Greetings!
According to the OECD ("Organisation for Economic Co-operation and Development"), the US economy managed to stage a leading indicator "rally" into the most favorable northeast quadrant. The red six month lagging tail on the graph clearly shows the economic leading indicators moving from expansion to slowdown, only to move back to the expansion quadrant in late 2012 (the red circle is the last data point for November 2012).
As for the global economy, its six month lagging tail shows a more muted journey. While it follows a similar path of the US economy, the broader global economy's leading economic indicator is just now moving back towards the expansionary quadrant, though it is still in slowdown mode.
Europe, Asia & Emerging Markets tell varying stories
The European debt crisis had the European LEI in the recessionary quadrant for all of the last six months, with it just now moving towards the recovery stage.
With a slowdown in some of the larger Asian countries, the Asian LEI finally moved from the recession quadrant to the recovery zone.
Of the BRIC countries, Russia seems to be having the hardest time righting the ship, with its LEI moving from slowdown to recession.
We think the big question is can the global central banks provide enough quantitative easing to keep the global economy afloat under the increasing weight of austerity, debt burdens and Fiscal Cliff 2.0? Currently, these leading indicators seem to be giving a mixed message as to where the global economy is headed.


- WORK REQUIRED
A verbatim repeat of the records beneath this line is needed.

- DATA TO PROCESS
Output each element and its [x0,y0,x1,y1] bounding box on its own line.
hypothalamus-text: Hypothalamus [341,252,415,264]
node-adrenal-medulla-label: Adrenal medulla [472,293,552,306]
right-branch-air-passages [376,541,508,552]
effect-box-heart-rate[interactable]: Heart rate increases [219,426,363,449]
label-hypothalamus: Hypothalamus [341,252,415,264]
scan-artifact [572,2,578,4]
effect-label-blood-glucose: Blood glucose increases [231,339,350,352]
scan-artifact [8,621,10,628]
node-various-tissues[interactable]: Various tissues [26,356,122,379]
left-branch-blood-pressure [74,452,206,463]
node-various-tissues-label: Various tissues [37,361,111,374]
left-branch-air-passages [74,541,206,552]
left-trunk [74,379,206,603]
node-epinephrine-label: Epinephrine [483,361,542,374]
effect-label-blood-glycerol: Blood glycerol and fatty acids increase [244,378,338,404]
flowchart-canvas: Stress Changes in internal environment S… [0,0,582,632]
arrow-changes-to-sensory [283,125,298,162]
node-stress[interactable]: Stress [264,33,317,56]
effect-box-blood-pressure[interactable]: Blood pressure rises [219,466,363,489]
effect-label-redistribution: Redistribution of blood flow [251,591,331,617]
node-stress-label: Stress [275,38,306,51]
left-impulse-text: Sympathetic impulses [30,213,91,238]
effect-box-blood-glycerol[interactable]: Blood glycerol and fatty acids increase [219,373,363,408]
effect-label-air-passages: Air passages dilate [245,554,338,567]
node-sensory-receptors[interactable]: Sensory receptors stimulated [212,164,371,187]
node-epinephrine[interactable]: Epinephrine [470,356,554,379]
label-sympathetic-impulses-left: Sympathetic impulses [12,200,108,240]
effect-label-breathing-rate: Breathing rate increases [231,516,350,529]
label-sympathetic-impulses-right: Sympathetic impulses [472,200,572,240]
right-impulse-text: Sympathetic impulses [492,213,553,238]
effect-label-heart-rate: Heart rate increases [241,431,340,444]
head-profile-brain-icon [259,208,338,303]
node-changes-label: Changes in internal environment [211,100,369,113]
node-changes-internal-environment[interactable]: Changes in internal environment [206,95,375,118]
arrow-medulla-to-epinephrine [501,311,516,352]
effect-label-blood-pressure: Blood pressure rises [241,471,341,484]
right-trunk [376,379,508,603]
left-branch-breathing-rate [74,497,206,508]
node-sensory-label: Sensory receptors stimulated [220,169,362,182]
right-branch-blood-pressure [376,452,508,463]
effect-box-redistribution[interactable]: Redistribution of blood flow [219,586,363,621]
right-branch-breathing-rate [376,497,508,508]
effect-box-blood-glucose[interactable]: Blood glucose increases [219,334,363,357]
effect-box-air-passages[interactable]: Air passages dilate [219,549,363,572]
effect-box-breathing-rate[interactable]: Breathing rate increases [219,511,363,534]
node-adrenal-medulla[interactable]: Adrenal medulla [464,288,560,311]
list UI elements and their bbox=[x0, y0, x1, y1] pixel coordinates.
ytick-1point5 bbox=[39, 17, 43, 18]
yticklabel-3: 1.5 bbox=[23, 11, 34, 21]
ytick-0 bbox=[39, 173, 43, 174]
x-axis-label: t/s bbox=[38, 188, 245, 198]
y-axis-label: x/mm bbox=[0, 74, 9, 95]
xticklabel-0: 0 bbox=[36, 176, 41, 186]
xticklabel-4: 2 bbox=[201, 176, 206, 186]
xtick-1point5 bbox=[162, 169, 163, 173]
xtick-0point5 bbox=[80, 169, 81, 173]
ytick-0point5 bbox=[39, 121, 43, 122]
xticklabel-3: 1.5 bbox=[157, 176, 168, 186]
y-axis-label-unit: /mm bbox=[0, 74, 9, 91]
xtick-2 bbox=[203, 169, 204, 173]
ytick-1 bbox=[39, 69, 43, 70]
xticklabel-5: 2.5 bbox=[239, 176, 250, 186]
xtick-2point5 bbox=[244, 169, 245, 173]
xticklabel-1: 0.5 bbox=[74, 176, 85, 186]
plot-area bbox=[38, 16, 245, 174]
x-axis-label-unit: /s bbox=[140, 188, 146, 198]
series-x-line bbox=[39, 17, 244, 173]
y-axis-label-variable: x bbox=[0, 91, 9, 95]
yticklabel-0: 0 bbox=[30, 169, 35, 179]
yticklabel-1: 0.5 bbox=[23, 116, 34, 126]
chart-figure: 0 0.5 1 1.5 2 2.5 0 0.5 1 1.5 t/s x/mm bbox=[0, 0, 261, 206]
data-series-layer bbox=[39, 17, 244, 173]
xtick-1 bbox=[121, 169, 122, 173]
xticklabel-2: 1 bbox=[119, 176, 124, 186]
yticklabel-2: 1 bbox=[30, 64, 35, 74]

- REPLY
Output each element and its [x0,y0,x1,y1] bounding box on its own line.
hypothalamus-text: Hypothalamus [341,252,415,264]
node-adrenal-medulla-label: Adrenal medulla [472,293,552,306]
right-branch-air-passages [376,541,508,552]
effect-box-heart-rate[interactable]: Heart rate increases [219,426,363,449]
label-hypothalamus: Hypothalamus [341,252,415,264]
scan-artifact [572,2,578,4]
effect-label-blood-glucose: Blood glucose increases [231,339,350,352]
scan-artifact [8,621,10,628]
node-various-tissues[interactable]: Various tissues [26,356,122,379]
left-branch-blood-pressure [74,452,206,463]
node-various-tissues-label: Various tissues [37,361,111,374]
left-branch-air-passages [74,541,206,552]
left-trunk [74,379,206,603]
node-epinephrine-label: Epinephrine [483,361,542,374]
effect-label-blood-glycerol: Blood glycerol and fatty acids increase [244,378,338,404]
flowchart-canvas: Stress Changes in internal environment S… [0,0,582,632]
arrow-changes-to-sensory [283,125,298,162]
node-stress[interactable]: Stress [264,33,317,56]
effect-box-blood-pressure[interactable]: Blood pressure rises [219,466,363,489]
effect-label-redistribution: Redistribution of blood flow [251,591,331,617]
node-stress-label: Stress [275,38,306,51]
left-impulse-text: Sympathetic impulses [30,213,91,238]
effect-box-blood-glycerol[interactable]: Blood glycerol and fatty acids increase [219,373,363,408]
effect-label-air-passages: Air passages dilate [245,554,338,567]
node-sensory-receptors[interactable]: Sensory receptors stimulated [212,164,371,187]
node-epinephrine[interactable]: Epinephrine [470,356,554,379]
label-sympathetic-impulses-left: Sympathetic impulses [12,200,108,240]
effect-label-breathing-rate: Breathing rate increases [231,516,350,529]
label-sympathetic-impulses-right: Sympathetic impulses [472,200,572,240]
right-impulse-text: Sympathetic impulses [492,213,553,238]
effect-label-heart-rate: Heart rate increases [241,431,340,444]
head-profile-brain-icon [259,208,338,303]
node-changes-label: Changes in internal environment [211,100,369,113]
node-changes-internal-environment[interactable]: Changes in internal environment [206,95,375,118]
arrow-medulla-to-epinephrine [501,311,516,352]
effect-label-blood-pressure: Blood pressure rises [241,471,341,484]
right-trunk [376,379,508,603]
left-branch-breathing-rate [74,497,206,508]
node-sensory-label: Sensory receptors stimulated [220,169,362,182]
right-branch-blood-pressure [376,452,508,463]
effect-box-redistribution[interactable]: Redistribution of blood flow [219,586,363,621]
right-branch-breathing-rate [376,497,508,508]
effect-box-blood-glucose[interactable]: Blood glucose increases [219,334,363,357]
effect-box-air-passages[interactable]: Air passages dilate [219,549,363,572]
effect-box-breathing-rate[interactable]: Breathing rate increases [219,511,363,534]
node-adrenal-medulla[interactable]: Adrenal medulla [464,288,560,311]
list UI elements and their bbox=[x0, y0, x1, y1] pixel coordinates.
ytick-1point5 bbox=[39, 17, 43, 18]
yticklabel-3: 1.5 bbox=[23, 11, 34, 21]
ytick-0 bbox=[39, 173, 43, 174]
x-axis-label: t/s bbox=[38, 188, 245, 198]
y-axis-label: x/mm bbox=[0, 74, 9, 95]
xticklabel-0: 0 bbox=[36, 176, 41, 186]
xticklabel-4: 2 bbox=[201, 176, 206, 186]
xtick-1point5 bbox=[162, 169, 163, 173]
xtick-0point5 bbox=[80, 169, 81, 173]
ytick-0point5 bbox=[39, 121, 43, 122]
xticklabel-3: 1.5 bbox=[157, 176, 168, 186]
y-axis-label-unit: /mm bbox=[0, 74, 9, 91]
xtick-2 bbox=[203, 169, 204, 173]
ytick-1 bbox=[39, 69, 43, 70]
xticklabel-5: 2.5 bbox=[239, 176, 250, 186]
xtick-2point5 bbox=[244, 169, 245, 173]
xticklabel-1: 0.5 bbox=[74, 176, 85, 186]
plot-area bbox=[38, 16, 245, 174]
x-axis-label-unit: /s bbox=[140, 188, 146, 198]
series-x-line bbox=[39, 17, 244, 173]
y-axis-label-variable: x bbox=[0, 91, 9, 95]
yticklabel-0: 0 bbox=[30, 169, 35, 179]
yticklabel-1: 0.5 bbox=[23, 116, 34, 126]
chart-figure: 0 0.5 1 1.5 2 2.5 0 0.5 1 1.5 t/s x/mm bbox=[0, 0, 261, 206]
data-series-layer bbox=[39, 17, 244, 173]
xtick-1 bbox=[121, 169, 122, 173]
xticklabel-2: 1 bbox=[119, 176, 124, 186]
yticklabel-2: 1 bbox=[30, 64, 35, 74]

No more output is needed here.